CBRE Investment Management (“CBRE IM”) has secured two new LGPS investors for its UK Affordable Housing Fund (“AHF”). Tyne and Wear Pension Fund and Scottish Borders Council Pension Fund bring the total number of LGPS subscribers to nine, with 23 investors overall and total equity commitments of over £500m.
AHF invests in social and affordable rented housing and affordable-ownership properties delivering measurable social outcomes. It was one of the first UK unlisted funds to bring institutional client capital into affordable housing to deliver social impact. The Fund has a pipeline of c. £400m of schemes both in development and completed. These are anticipated to provide in excess 2,098 homes, potentially housing in excess of 5,600 people.
To date, AHF has invested institutional capital for the provision of affordable homes in some of the most deprived areas of the UK, helping drive economic renewal and the levelling up agenda with over half the fund invested in projects in some of the most deprived areas in the UK and affordable to tenants in receipt of housing benefit.
Andrew Davey, Head of Liability Aware Strategies UK and Fund Manager for AHF at CBRE Investment Management, said: “AHF offers investors the opportunity to access an attractive risk adjusted return whilst achieving their impact goals. Independently audited performance against the funds impact objectives is critical and provides the bedrock of our investment process. Transparency and proven track record of performance against this framework for our investors has been key to the funds’ success thus far.”
Since its inception, AHF has partnered with The Good Economy (TGE) to implement an impact framework to measure and manage social impact, including wider ESG performance, providing accountability and transparency. The impact framework continues to evolve over time, providing the foundation for every acquisition and a benchmark for all fund-level decisions whilst providing investors with an independent annual audit by TGE, providing transparency and avoiding impact or green-washing.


**Directions**
Please transcribe the data below exactly. Leave the pictures out.

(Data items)
---*---
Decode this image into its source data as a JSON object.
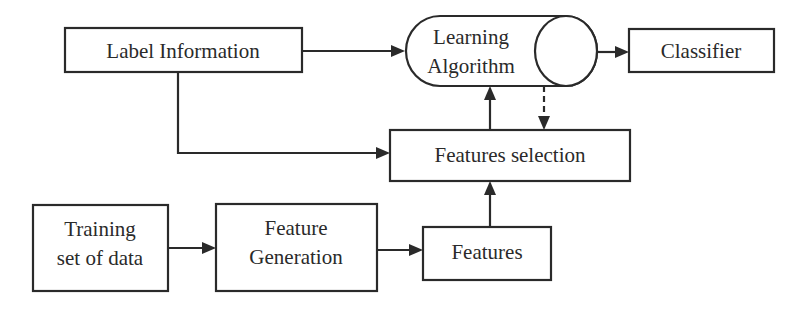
{
  "diagram": {
    "type": "flowchart",
    "nodes": {
      "label_information": {
        "label": "Label Information"
      },
      "learning_algorithm": {
        "line1": "Learning",
        "line2": "Algorithm",
        "shape": "cylinder"
      },
      "classifier": {
        "label": "Classifier"
      },
      "features_selection": {
        "label": "Features selection"
      },
      "training_set": {
        "line1": "Training",
        "line2": "set of data"
      },
      "feature_generation": {
        "line1": "Feature",
        "line2": "Generation"
      },
      "features": {
        "label": "Features"
      }
    },
    "edges": [
      {
        "from": "Label Information",
        "to": "Learning Algorithm",
        "style": "solid"
      },
      {
        "from": "Label Information",
        "to": "Features selection",
        "style": "solid"
      },
      {
        "from": "Learning Algorithm",
        "to": "Classifier",
        "style": "solid"
      },
      {
        "from": "Features selection",
        "to": "Learning Algorithm",
        "style": "solid"
      },
      {
        "from": "Learning Algorithm",
        "to": "Features selection",
        "style": "dashed"
      },
      {
        "from": "Training set of data",
        "to": "Feature Generation",
        "style": "solid"
      },
      {
        "from": "Feature Generation",
        "to": "Features",
        "style": "solid"
      },
      {
        "from": "Features",
        "to": "Features selection",
        "style": "solid"
      }
    ],
    "colors": {
      "stroke": "#2a2a2a",
      "background": "#ffffff"
    }
  }
}
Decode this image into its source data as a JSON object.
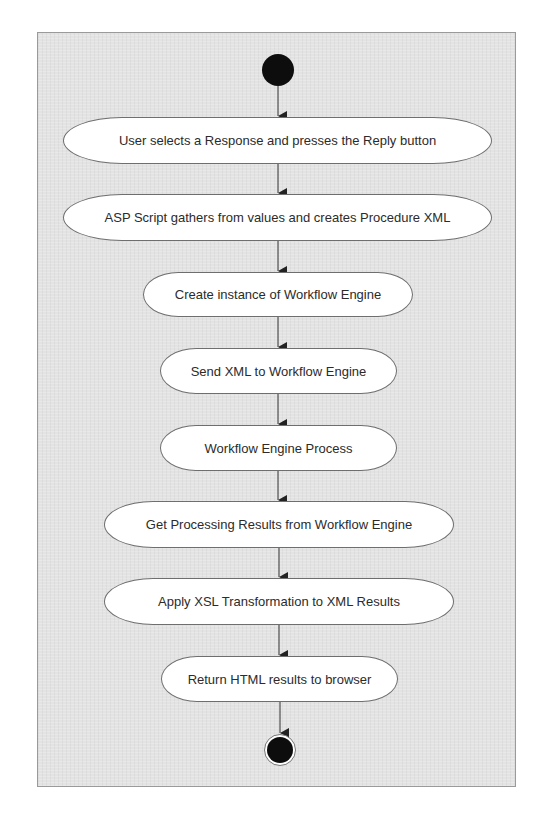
{
  "diagram": {
    "type": "uml-activity-diagram",
    "colors": {
      "background": "#e3e3e3",
      "frame_border": "#9a9a9a",
      "node_fill": "#ffffff",
      "node_border": "#6e6e6e",
      "start_end_fill": "#0d0d0d",
      "edge": "#333333"
    },
    "start_node": {
      "kind": "initial"
    },
    "activities": [
      {
        "id": "a1",
        "label": "User selects a Response and presses the Reply button"
      },
      {
        "id": "a2",
        "label": "ASP Script gathers from values and creates Procedure XML"
      },
      {
        "id": "a3",
        "label": "Create instance of Workflow Engine"
      },
      {
        "id": "a4",
        "label": "Send XML to Workflow Engine"
      },
      {
        "id": "a5",
        "label": "Workflow Engine Process"
      },
      {
        "id": "a6",
        "label": "Get Processing Results from Workflow Engine"
      },
      {
        "id": "a7",
        "label": "Apply XSL Transformation to XML Results"
      },
      {
        "id": "a8",
        "label": "Return HTML results to browser"
      }
    ],
    "end_node": {
      "kind": "final"
    },
    "edges": [
      {
        "from": "start",
        "to": "a1"
      },
      {
        "from": "a1",
        "to": "a2"
      },
      {
        "from": "a2",
        "to": "a3"
      },
      {
        "from": "a3",
        "to": "a4"
      },
      {
        "from": "a4",
        "to": "a5"
      },
      {
        "from": "a5",
        "to": "a6"
      },
      {
        "from": "a6",
        "to": "a7"
      },
      {
        "from": "a7",
        "to": "a8"
      },
      {
        "from": "a8",
        "to": "end"
      }
    ]
  }
}
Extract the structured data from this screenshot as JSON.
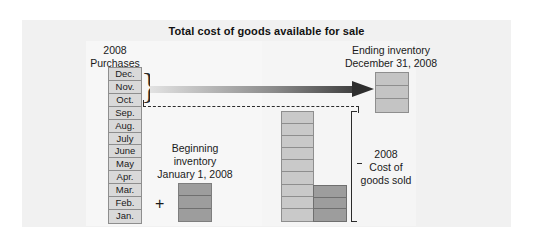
---*---
**Response to this exercise**
Decode this image into its source data as a JSON object.
{
  "diagram": {
    "type": "flowchart",
    "nodes": {
      "label_information": {
        "label": "Label Information"
      },
      "learning_algorithm": {
        "line1": "Learning",
        "line2": "Algorithm",
        "shape": "cylinder"
      },
      "classifier": {
        "label": "Classifier"
      },
      "features_selection": {
        "label": "Features selection"
      },
      "training_set": {
        "line1": "Training",
        "line2": "set of data"
      },
      "feature_generation": {
        "line1": "Feature",
        "line2": "Generation"
      },
      "features": {
        "label": "Features"
      }
    },
    "edges": [
      {
        "from": "Label Information",
        "to": "Learning Algorithm",
        "style": "solid"
      },
      {
        "from": "Label Information",
        "to": "Features selection",
        "style": "solid"
      },
      {
        "from": "Learning Algorithm",
        "to": "Classifier",
        "style": "solid"
      },
      {
        "from": "Features selection",
        "to": "Learning Algorithm",
        "style": "solid"
      },
      {
        "from": "Learning Algorithm",
        "to": "Features selection",
        "style": "dashed"
      },
      {
        "from": "Training set of data",
        "to": "Feature Generation",
        "style": "solid"
      },
      {
        "from": "Feature Generation",
        "to": "Features",
        "style": "solid"
      },
      {
        "from": "Features",
        "to": "Features selection",
        "style": "solid"
      }
    ],
    "colors": {
      "stroke": "#2a2a2a",
      "background": "#ffffff"
    }
  }
}
Decode this image into its source data as a JSON object.
{
  "diagram": {
    "type": "uml-activity-diagram",
    "colors": {
      "background": "#e3e3e3",
      "frame_border": "#9a9a9a",
      "node_fill": "#ffffff",
      "node_border": "#6e6e6e",
      "start_end_fill": "#0d0d0d",
      "edge": "#333333"
    },
    "start_node": {
      "kind": "initial"
    },
    "activities": [
      {
        "id": "a1",
        "label": "User selects a Response and presses the Reply button"
      },
      {
        "id": "a2",
        "label": "ASP Script gathers from values and creates Procedure XML"
      },
      {
        "id": "a3",
        "label": "Create instance of Workflow Engine"
      },
      {
        "id": "a4",
        "label": "Send XML to Workflow Engine"
      },
      {
        "id": "a5",
        "label": "Workflow Engine Process"
      },
      {
        "id": "a6",
        "label": "Get Processing Results from Workflow Engine"
      },
      {
        "id": "a7",
        "label": "Apply XSL Transformation to XML Results"
      },
      {
        "id": "a8",
        "label": "Return HTML results to browser"
      }
    ],
    "end_node": {
      "kind": "final"
    },
    "edges": [
      {
        "from": "start",
        "to": "a1"
      },
      {
        "from": "a1",
        "to": "a2"
      },
      {
        "from": "a2",
        "to": "a3"
      },
      {
        "from": "a3",
        "to": "a4"
      },
      {
        "from": "a4",
        "to": "a5"
      },
      {
        "from": "a5",
        "to": "a6"
      },
      {
        "from": "a6",
        "to": "a7"
      },
      {
        "from": "a7",
        "to": "a8"
      },
      {
        "from": "a8",
        "to": "end"
      }
    ]
  }
}
Extract the structured data from this screenshot as JSON.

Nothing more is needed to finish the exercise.